This conversion uses our server. Your file is deleted immediately after conversion – we store nothing.

Why PNG → TIFF?

TIFF is the standard in printing and professional applications. Convert PNG to TIFF when you need images for professional printing or archiving systems that require TIFF.

Frequently Asked Questions

What is a TIFF file?

TIFF (Tagged Image File Format) is a flexible image format for professional applications like printing, archiving, and medical imaging.

Are my images safe?

Yes. The conversion happens on our server, but your file is deleted immediately after processing. We store no data.

Can I convert multiple files at once?

Yes, you can upload and convert as many PNG files as you want at the same time.

Is the conversion free?

Yes, wandlio.de is completely free. No registration, no limits, no ads.

About TIFF

TIFF (Tagged Image File Format) was developed in 1986 by Aldus Corporation and is now maintained by Adobe following its acquisition of Aldus in 1994. TIFF is a flexible container format that supports uncompressed, lossless (LZW, ZIP), and lossy (JPEG) compression, as well as color depths from 1 to 32 bits per channel, multiple color spaces, and multiple images per file. This versatility makes TIFF the industry standard in print production, medical imaging, satellite photography, and archiving, where maximum quality and metadata fidelity are essential. TIFF files can contain CMYK color space, ICC profiles, and GeoTIFF coordinates. The disadvantage is the substantial file size and fragmentation: numerous incompatible TIFF variants exist, meaning not every program reads every TIFF correctly. TIFF is unsuitable for web use as browsers do not support it natively. Converting to JPG or PNG is the standard approach to make TIFF files accessible for web and email.

About PNG

PNG (Portable Network Graphics) was released in 1996 as an open standard and developed as a patent-free alternative to GIF after Unisys demanded licensing fees for the LZW algorithm used in GIF in 1994. PNG uses lossless compression based on the Deflate algorithm and supports up to 16 bits per channel as well as full-color transparency through a dedicated alpha channel. The format is particularly suited for graphics with sharp edges, text, logos, and screenshots – anywhere JPEG would produce artifacts through its lossy compression. PNG does not support animation; this gap is filled by the unofficial APNG format, which is supported by most browsers. The interlaced variant (Adam7) enables progressive loading where a coarse preview becomes visible even with minimal data transferred. PNG is the de facto standard for lossless web graphics and is supported by all browsers, operating systems, and image editing programs. For photography, however, PNG is inefficient since file sizes are significantly larger compared to JPEG or WebP, which is why PNG is primarily used for graphics and screenshots.

Why convert PNG → TIFF?

PNG is a lossless raster format with full alpha transparency support, a web standard since 1996. It's excellent for screenshots, diagrams, and graphics with text elements. The downside: PNG files are significantly larger than modern compressed formats — often 3-5x larger than WebP at equivalent visual quality. Converting to TIFF makes sense when you need to reduce file size for web or mobile use, require a format with lossy compression for photos, or want to use images in a system with limited PNG support. Switching to TIFF noticeably reduces load times for web use.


> [Problem to work on]: Using the records below, output the stretch that opens with the line containing "In order to click on span: Type" and closes with the line containing "This screenshot has height=804, width=1512.", exactly and including both lines, with nothing more.

> [Input]:
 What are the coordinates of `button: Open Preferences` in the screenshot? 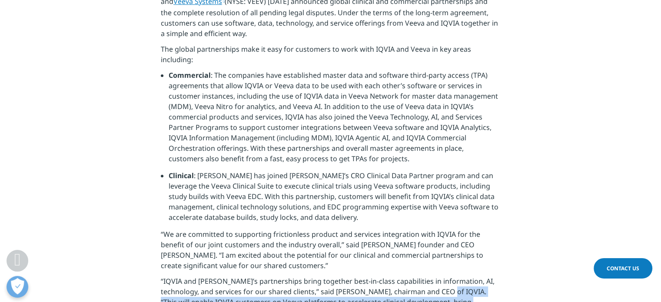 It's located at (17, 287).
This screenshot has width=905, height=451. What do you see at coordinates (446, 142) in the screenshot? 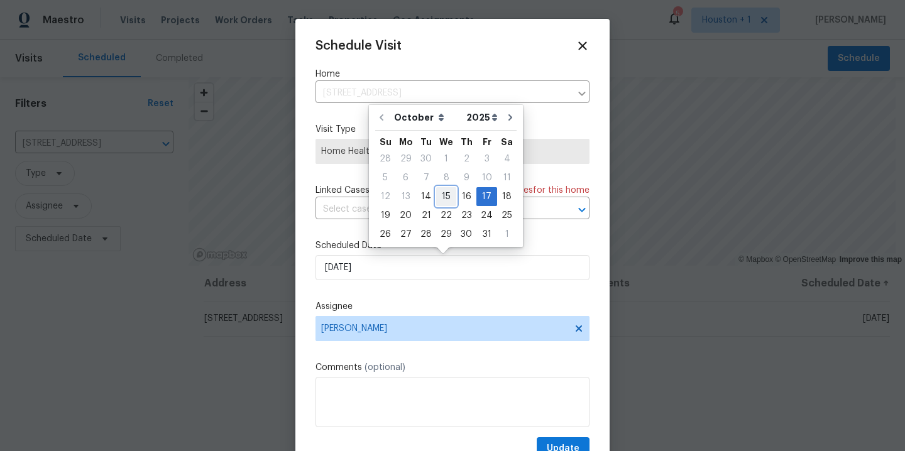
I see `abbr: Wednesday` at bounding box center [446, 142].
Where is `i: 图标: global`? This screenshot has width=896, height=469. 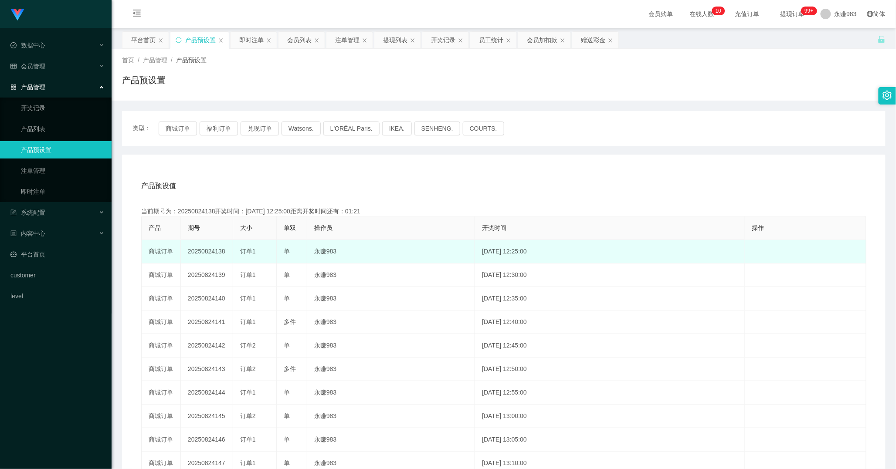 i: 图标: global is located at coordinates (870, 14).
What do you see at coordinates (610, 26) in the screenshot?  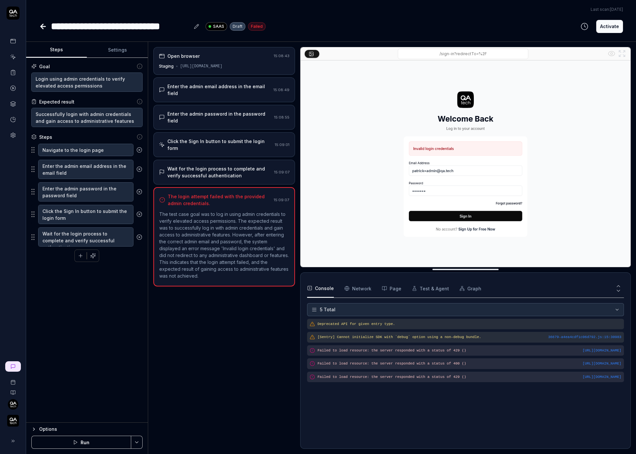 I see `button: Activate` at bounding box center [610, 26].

...

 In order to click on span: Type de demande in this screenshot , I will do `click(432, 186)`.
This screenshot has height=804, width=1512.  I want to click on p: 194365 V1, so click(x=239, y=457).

==

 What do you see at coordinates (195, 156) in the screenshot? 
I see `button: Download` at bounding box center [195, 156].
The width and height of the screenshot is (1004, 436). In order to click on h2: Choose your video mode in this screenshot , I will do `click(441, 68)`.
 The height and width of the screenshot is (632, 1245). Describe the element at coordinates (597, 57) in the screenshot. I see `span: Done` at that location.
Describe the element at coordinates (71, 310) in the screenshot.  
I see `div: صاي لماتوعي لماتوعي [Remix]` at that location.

> [Exercise result]:
 In order to click on span: Type de demande in this screenshot , I will do `click(432, 186)`.
This screenshot has height=804, width=1512.  I want to click on p: 194365 V1, so click(x=239, y=457).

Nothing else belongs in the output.